Data ▸
::::::

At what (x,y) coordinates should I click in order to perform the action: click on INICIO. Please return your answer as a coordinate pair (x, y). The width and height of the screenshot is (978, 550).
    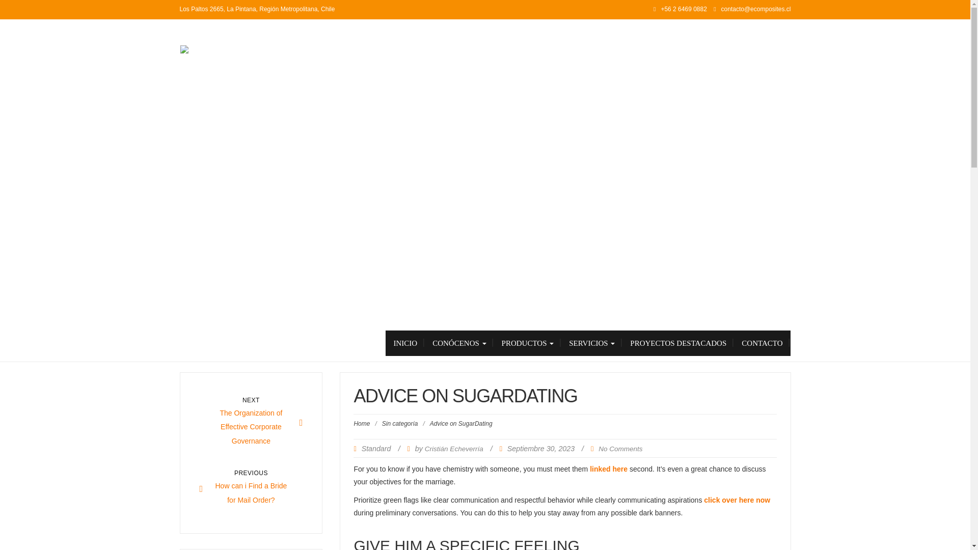
    Looking at the image, I should click on (405, 343).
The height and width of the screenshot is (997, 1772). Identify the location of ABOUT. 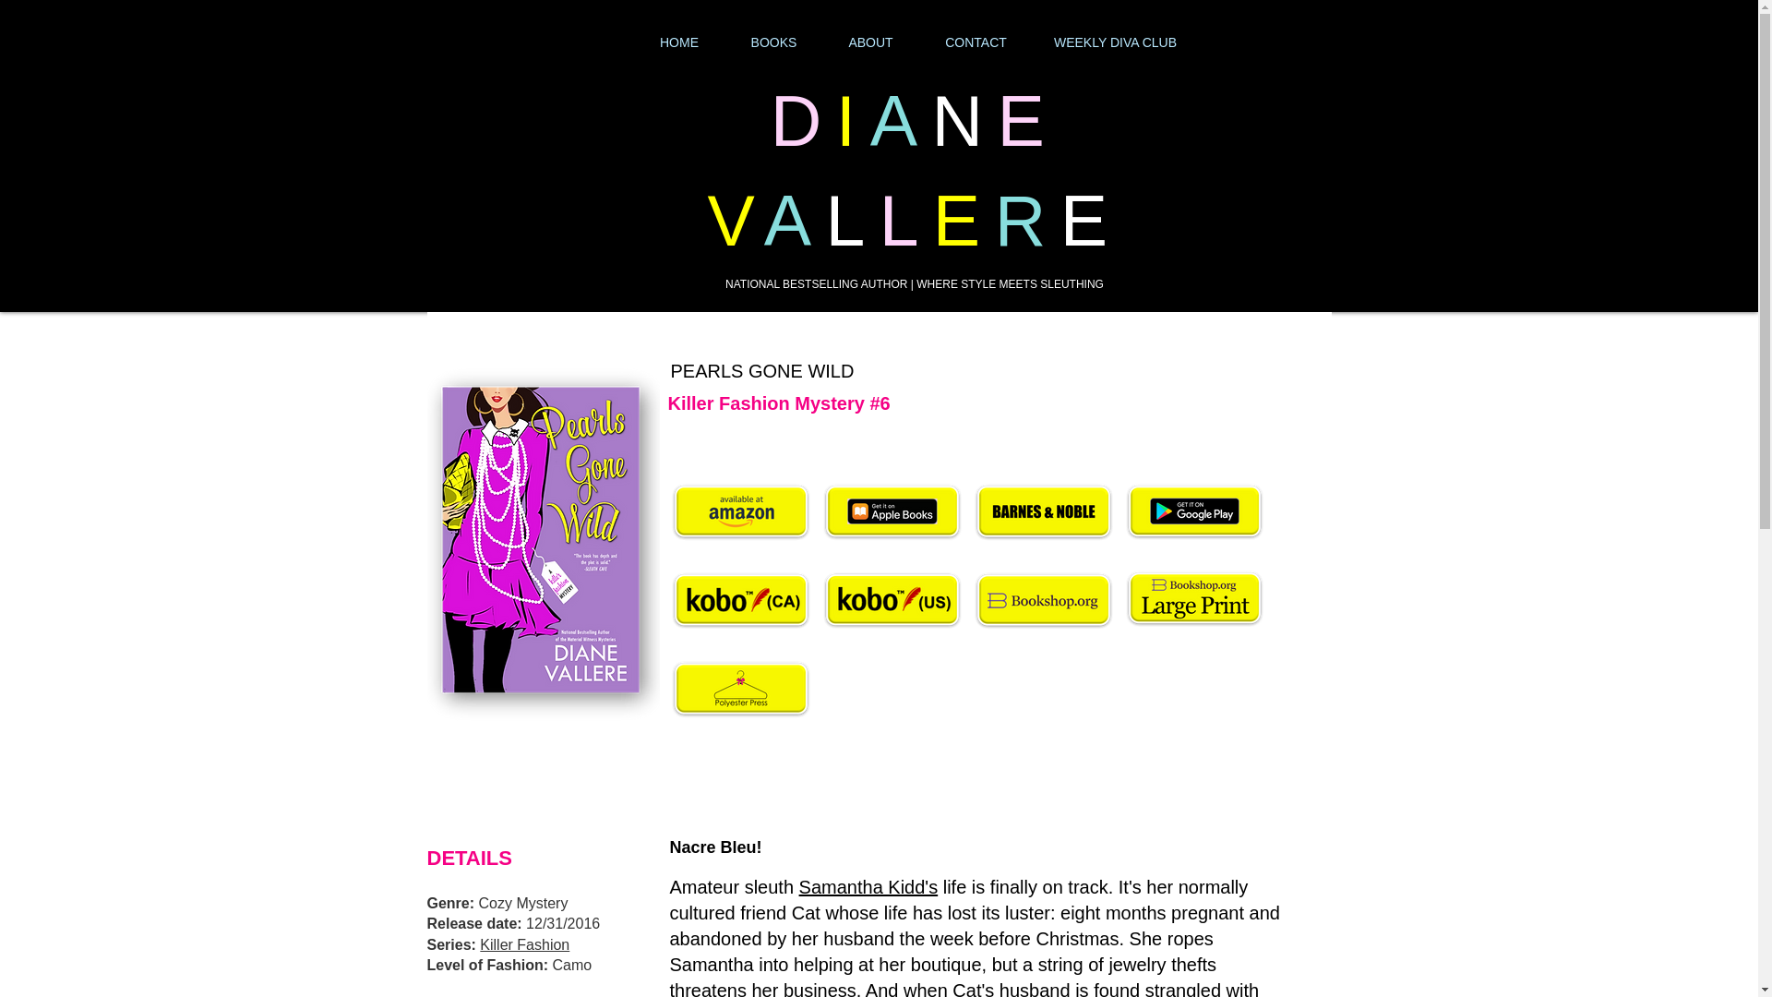
(871, 42).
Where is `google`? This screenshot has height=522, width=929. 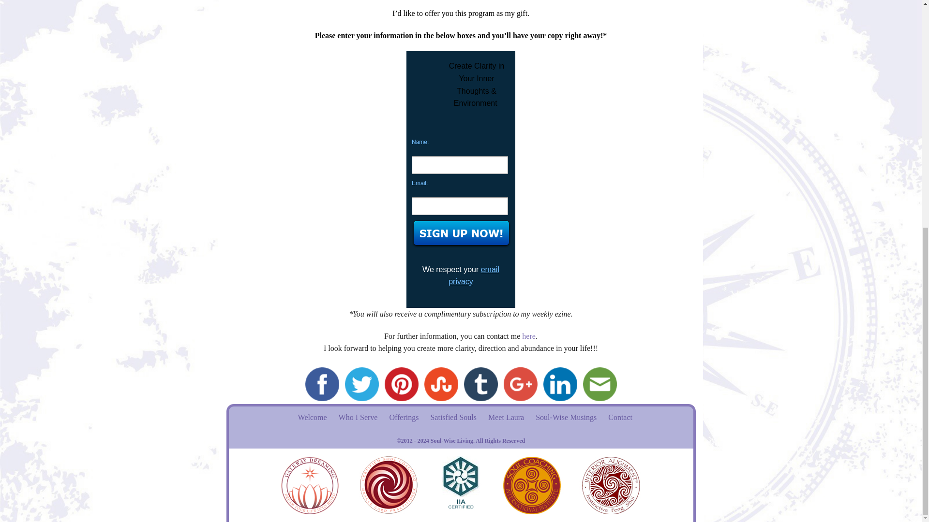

::::::

What you need to do ▸ From the entries above, write out every line without a single change, skipping the images.

Solution below ▸
At what (x,y) coordinates should I click in order to perform the action: click on INICIO. Please return your answer as a coordinate pair (x, y). The width and height of the screenshot is (978, 550).
    Looking at the image, I should click on (405, 343).
The height and width of the screenshot is (997, 1772). Identify the location of ABOUT. 
(871, 42).
Where is `google`? This screenshot has height=522, width=929. 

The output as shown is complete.